Every analytics tool groups users by what they bought. Free, Plus, Team, Enterprise. This tells you nothing about what they actually do with the product — and the people who do the same thing never share a tier.
The groups in your BI are demographic
Plan tier. Country. Signup source. These are facts about the user, not about the use. They're easy to store in a row, easy to filter on, and easy to chart. They are also almost useless for product decisions.
Two Plus users can behave nothing alike. One is a writer drafting emails. The other is an analyst running SQL through natural language. Grouping them by plan reveals nothing about either.
The groups that matter are behavioural
The groups that predict retention, satisfaction, and churn are behavioural. A behavioural group is defined by what the user does — the shape of their conversations, the tools they call, the use cases they return to.
- Writers — prose drafting, often paired with creative brainstorming.
- Code-first — mostly code, with a learning tail.
- Researchers — summaries, explanations, citations.
- Analysts — spreadsheets, SQL, numeric work.
- Generalists — broadly spread across four or more use cases.
- Advice-seekers — help with decisions.
These groups emerge from the conversations themselves. They cut across every plan tier, every country, every signup source. And they're the groups whose drift actually tells you something about the product.
Why this is hard
Behavioural segmentation is hard for the same reason reading conversations is hard: free text. A SQL query can slice by plan tier in a second. It cannot slice by what the user was trying to do — because that's not a column anywhere.
Locus reads the free text and produces those groups automatically. See six of them in a live sample or bring your own traces.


Scan the listing below. Report each line that includes "bbox".

§ Record extracts:
::::::::

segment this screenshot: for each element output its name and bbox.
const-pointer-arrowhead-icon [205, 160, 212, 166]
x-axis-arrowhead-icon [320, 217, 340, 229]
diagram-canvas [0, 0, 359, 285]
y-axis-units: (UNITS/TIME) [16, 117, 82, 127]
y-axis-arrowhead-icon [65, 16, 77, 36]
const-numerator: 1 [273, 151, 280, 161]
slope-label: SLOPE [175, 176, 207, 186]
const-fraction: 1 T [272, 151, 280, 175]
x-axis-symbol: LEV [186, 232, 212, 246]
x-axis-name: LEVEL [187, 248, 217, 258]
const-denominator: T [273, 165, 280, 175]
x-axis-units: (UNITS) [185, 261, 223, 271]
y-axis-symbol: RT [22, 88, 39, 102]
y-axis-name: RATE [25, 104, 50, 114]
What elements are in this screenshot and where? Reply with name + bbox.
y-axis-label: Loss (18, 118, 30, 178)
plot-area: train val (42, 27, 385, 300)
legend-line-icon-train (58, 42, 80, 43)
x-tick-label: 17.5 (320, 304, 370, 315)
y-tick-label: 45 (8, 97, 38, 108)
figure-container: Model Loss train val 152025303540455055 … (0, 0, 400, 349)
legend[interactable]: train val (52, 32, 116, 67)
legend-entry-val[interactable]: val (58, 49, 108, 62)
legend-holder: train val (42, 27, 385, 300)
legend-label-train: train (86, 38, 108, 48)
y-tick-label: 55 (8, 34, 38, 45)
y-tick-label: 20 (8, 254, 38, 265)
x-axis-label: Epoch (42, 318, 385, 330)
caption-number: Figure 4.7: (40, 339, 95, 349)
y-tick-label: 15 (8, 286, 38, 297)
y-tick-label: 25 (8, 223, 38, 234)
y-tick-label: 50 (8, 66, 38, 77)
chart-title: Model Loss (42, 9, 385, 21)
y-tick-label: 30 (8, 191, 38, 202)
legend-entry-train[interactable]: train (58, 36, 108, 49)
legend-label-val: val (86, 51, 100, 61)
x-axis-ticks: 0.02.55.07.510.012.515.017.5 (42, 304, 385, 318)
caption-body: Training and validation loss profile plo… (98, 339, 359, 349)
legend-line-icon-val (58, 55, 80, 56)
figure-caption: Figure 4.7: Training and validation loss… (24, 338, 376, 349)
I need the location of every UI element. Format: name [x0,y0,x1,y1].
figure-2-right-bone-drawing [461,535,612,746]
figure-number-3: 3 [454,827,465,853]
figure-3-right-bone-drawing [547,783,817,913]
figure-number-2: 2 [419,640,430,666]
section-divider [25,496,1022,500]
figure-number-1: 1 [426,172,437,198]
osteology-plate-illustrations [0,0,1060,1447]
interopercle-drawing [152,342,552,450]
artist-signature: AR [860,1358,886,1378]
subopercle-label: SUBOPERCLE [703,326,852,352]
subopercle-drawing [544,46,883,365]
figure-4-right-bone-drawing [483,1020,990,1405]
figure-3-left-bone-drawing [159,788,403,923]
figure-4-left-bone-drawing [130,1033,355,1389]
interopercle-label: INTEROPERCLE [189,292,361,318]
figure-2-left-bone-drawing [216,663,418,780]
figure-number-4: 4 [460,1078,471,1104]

::::::::

§ Exercise response:
segment this screenshot: for each element output its name and bbox.
What elements are in this screenshot and where? Reply with name + bbox.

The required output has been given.